One of the most famous cuts in cinema history, from “2001: A Space Odyssey,” perfectly captures a concept known as the technological sublime. First, we see an angry ape bludgeoning one of his fellows to death with a scavenged bone; he’s only just discovered that bones can be used this way, and he hurls his weapon into the air in celebration. We follow the bone upward as it tumbles against the unpolluted blue sky. Then, suddenly, we cut to outer space, millions of years in the ape’s future. The bone has been replaced by an elegant satellite, floating past the curve of the Earth. Over the next few minutes, as a ship docks with a space station, we see just how far humanity has come.
If you’ve encountered any science fiction, you’ve experienced the technological sublime—the feeling of awe, braided with dread, that can emerge in response to the engulfing possibilities of technology’s progress. Maybe you’ve gaped at the sprawling cyber-cityscapes of “Blade Runner,” or at the impossibly tall, leaflike alien ships in “Arrival.” In the cascading green code of “The Matrix,” you might have sensed a promise of revelation—or perhaps Ava, the uncannily beautiful android played by Alicia Vikander in “Ex Machina,” has induced some idea of what it might mean to be more than human. In all of these cases, technology feels big, strange, relentless, but also mind-expanding and appealing—a bracing wave that will sweep you up.
These are fantasies about an as-yet-unrealized future. But the technological sublime exists in our world, too. Decades ago, when I was in elementary school, we watched the space shuttle take off from Cape Canaveral, agog at the power of its rockets even on our classroom’s small TV. Today, crowds gather to witness towering SpaceX boosters return to Earth, where they’re caught by giant mechanical arms. Rocketry comes across as futuristic, but actually the modern version of it is a hundred years old—and so, when we thrill to it, we thrill not to a fantasy but to a fact of life. When I walk to The New Yorker’s offices, in One World Trade Center, I often crane my head to trace the building’s facets as they flow upward to its spire. Such architecture evokes a city of the future, but it exists in the here and now, and the innovations that make it possible—steel skeletons and curtain walls, H.V.A.C. systems and elevators—stretch back to the nineteenth century. We live, and have lived for a long time, in a high-tech age.
“The sublime” is an old concept. It denotes, at minimum, an especially transporting kind of aesthetic experience, perhaps the highest kind. The writer of “On the Sublime,” a two-thousand-year-old Greek text, associated it with an immortal literary greatness—the sort conjured by a phrase like “Let there be light.” In the eighteenth century, the concept took a turn, when philosophers connected it to the natural world. In a seminal treatise, “A Philosophical Enquiry Into the Origin of Our Ideas of the Sublime and Beautiful,” Edmund Burke distinguished between two kinds of aesthetic experience: a pleasing, unintimidating sort of beauty (think of a flower, or a poem), and a scarier kind of beauty, which we might face when we stand before a roaring waterfall or an endless expanse of desert. The waterfall and the desert dwarf us; they’re indifferent to us; they could kill us. Yet we find them sublime, as long as we can appreciate their power from a safe remove. The experience of sublimity, Burke wrote, is “not pleasure, but a sort of delightful horror, a sort of tranquility tinged with terror.” The sublime invokes in us “astonishment,” he went on, and also “awe, reverence, and respect.”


WHAT IS NEEDED: When copying the data, keep every line exactly the same.

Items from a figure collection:
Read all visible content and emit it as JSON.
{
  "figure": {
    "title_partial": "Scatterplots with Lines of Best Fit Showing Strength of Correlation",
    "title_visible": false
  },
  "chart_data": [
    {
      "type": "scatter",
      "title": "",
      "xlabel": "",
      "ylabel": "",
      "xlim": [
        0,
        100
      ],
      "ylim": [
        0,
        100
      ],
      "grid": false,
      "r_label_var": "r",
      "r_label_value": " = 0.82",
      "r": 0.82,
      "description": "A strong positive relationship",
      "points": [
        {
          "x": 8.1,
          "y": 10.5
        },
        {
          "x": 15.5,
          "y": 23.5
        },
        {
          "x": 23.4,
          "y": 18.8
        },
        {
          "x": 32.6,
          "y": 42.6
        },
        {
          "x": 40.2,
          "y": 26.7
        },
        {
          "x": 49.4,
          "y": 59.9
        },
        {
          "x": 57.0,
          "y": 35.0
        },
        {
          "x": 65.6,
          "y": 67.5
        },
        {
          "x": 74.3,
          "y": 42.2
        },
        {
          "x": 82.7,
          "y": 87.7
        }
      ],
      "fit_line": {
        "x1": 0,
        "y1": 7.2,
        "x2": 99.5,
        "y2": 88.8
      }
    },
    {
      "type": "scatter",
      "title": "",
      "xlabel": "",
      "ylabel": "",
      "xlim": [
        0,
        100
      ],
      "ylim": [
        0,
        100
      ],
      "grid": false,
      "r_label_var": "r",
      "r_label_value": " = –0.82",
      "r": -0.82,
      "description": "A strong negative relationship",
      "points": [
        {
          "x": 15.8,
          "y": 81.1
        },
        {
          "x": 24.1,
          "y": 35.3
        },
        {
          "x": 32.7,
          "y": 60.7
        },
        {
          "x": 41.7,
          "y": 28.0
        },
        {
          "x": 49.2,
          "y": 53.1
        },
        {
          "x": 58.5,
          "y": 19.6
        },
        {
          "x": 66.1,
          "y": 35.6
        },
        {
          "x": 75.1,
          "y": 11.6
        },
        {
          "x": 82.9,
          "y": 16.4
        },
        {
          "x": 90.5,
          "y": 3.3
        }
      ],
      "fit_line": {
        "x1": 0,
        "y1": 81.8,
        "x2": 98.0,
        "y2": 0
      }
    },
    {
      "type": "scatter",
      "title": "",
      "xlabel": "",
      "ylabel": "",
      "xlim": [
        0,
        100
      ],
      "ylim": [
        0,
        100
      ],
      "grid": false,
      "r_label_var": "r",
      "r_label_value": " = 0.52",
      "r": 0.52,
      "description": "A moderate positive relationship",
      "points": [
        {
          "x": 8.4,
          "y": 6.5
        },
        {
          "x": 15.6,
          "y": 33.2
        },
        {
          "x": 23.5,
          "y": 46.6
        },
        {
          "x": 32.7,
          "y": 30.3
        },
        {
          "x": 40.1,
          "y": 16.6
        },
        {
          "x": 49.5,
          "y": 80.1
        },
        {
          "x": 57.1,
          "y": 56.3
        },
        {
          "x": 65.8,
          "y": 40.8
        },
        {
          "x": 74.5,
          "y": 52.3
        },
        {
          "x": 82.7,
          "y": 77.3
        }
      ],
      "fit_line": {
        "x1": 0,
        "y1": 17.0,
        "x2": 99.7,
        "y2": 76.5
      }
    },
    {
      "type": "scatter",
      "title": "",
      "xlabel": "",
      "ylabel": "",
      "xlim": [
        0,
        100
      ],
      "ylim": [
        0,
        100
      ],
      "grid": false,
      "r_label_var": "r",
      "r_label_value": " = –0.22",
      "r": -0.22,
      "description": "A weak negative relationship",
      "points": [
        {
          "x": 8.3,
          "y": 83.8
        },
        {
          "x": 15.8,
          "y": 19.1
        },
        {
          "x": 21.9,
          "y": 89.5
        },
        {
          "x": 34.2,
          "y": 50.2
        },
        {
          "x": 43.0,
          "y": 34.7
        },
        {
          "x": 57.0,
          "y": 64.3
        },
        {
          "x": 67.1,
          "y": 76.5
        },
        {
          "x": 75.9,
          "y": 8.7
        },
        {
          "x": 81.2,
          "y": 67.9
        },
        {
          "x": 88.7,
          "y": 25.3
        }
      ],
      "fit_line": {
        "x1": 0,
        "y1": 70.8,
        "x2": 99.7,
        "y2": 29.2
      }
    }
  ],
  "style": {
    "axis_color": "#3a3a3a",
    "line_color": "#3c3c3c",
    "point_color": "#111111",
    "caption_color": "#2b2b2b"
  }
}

TASK ANSWER:
Read all visible content and emit it as JSON.
{
  "figure": {
    "title_partial": "Scatterplots with Lines of Best Fit Showing Strength of Correlation",
    "title_visible": false
  },
  "chart_data": [
    {
      "type": "scatter",
      "title": "",
      "xlabel": "",
      "ylabel": "",
      "xlim": [
        0,
        100
      ],
      "ylim": [
        0,
        100
      ],
      "grid": false,
      "r_label_var": "r",
      "r_label_value": " = 0.82",
      "r": 0.82,
      "description": "A strong positive relationship",
      "points": [
        {
          "x": 8.1,
          "y": 10.5
        },
        {
          "x": 15.5,
          "y": 23.5
        },
        {
          "x": 23.4,
          "y": 18.8
        },
        {
          "x": 32.6,
          "y": 42.6
        },
        {
          "x": 40.2,
          "y": 26.7
        },
        {
          "x": 49.4,
          "y": 59.9
        },
        {
          "x": 57.0,
          "y": 35.0
        },
        {
          "x": 65.6,
          "y": 67.5
        },
        {
          "x": 74.3,
          "y": 42.2
        },
        {
          "x": 82.7,
          "y": 87.7
        }
      ],
      "fit_line": {
        "x1": 0,
        "y1": 7.2,
        "x2": 99.5,
        "y2": 88.8
      }
    },
    {
      "type": "scatter",
      "title": "",
      "xlabel": "",
      "ylabel": "",
      "xlim": [
        0,
        100
      ],
      "ylim": [
        0,
        100
      ],
      "grid": false,
      "r_label_var": "r",
      "r_label_value": " = –0.82",
      "r": -0.82,
      "description": "A strong negative relationship",
      "points": [
        {
          "x": 15.8,
          "y": 81.1
        },
        {
          "x": 24.1,
          "y": 35.3
        },
        {
          "x": 32.7,
          "y": 60.7
        },
        {
          "x": 41.7,
          "y": 28.0
        },
        {
          "x": 49.2,
          "y": 53.1
        },
        {
          "x": 58.5,
          "y": 19.6
        },
        {
          "x": 66.1,
          "y": 35.6
        },
        {
          "x": 75.1,
          "y": 11.6
        },
        {
          "x": 82.9,
          "y": 16.4
        },
        {
          "x": 90.5,
          "y": 3.3
        }
      ],
      "fit_line": {
        "x1": 0,
        "y1": 81.8,
        "x2": 98.0,
        "y2": 0
      }
    },
    {
      "type": "scatter",
      "title": "",
      "xlabel": "",
      "ylabel": "",
      "xlim": [
        0,
        100
      ],
      "ylim": [
        0,
        100
      ],
      "grid": false,
      "r_label_var": "r",
      "r_label_value": " = 0.52",
      "r": 0.52,
      "description": "A moderate positive relationship",
      "points": [
        {
          "x": 8.4,
          "y": 6.5
        },
        {
          "x": 15.6,
          "y": 33.2
        },
        {
          "x": 23.5,
          "y": 46.6
        },
        {
          "x": 32.7,
          "y": 30.3
        },
        {
          "x": 40.1,
          "y": 16.6
        },
        {
          "x": 49.5,
          "y": 80.1
        },
        {
          "x": 57.1,
          "y": 56.3
        },
        {
          "x": 65.8,
          "y": 40.8
        },
        {
          "x": 74.5,
          "y": 52.3
        },
        {
          "x": 82.7,
          "y": 77.3
        }
      ],
      "fit_line": {
        "x1": 0,
        "y1": 17.0,
        "x2": 99.7,
        "y2": 76.5
      }
    },
    {
      "type": "scatter",
      "title": "",
      "xlabel": "",
      "ylabel": "",
      "xlim": [
        0,
        100
      ],
      "ylim": [
        0,
        100
      ],
      "grid": false,
      "r_label_var": "r",
      "r_label_value": " = –0.22",
      "r": -0.22,
      "description": "A weak negative relationship",
      "points": [
        {
          "x": 8.3,
          "y": 83.8
        },
        {
          "x": 15.8,
          "y": 19.1
        },
        {
          "x": 21.9,
          "y": 89.5
        },
        {
          "x": 34.2,
          "y": 50.2
        },
        {
          "x": 43.0,
          "y": 34.7
        },
        {
          "x": 57.0,
          "y": 64.3
        },
        {
          "x": 67.1,
          "y": 76.5
        },
        {
          "x": 75.9,
          "y": 8.7
        },
        {
          "x": 81.2,
          "y": 67.9
        },
        {
          "x": 88.7,
          "y": 25.3
        }
      ],
      "fit_line": {
        "x1": 0,
        "y1": 70.8,
        "x2": 99.7,
        "y2": 29.2
      }
    }
  ],
  "style": {
    "axis_color": "#3a3a3a",
    "line_color": "#3c3c3c",
    "point_color": "#111111",
    "caption_color": "#2b2b2b"
  }
}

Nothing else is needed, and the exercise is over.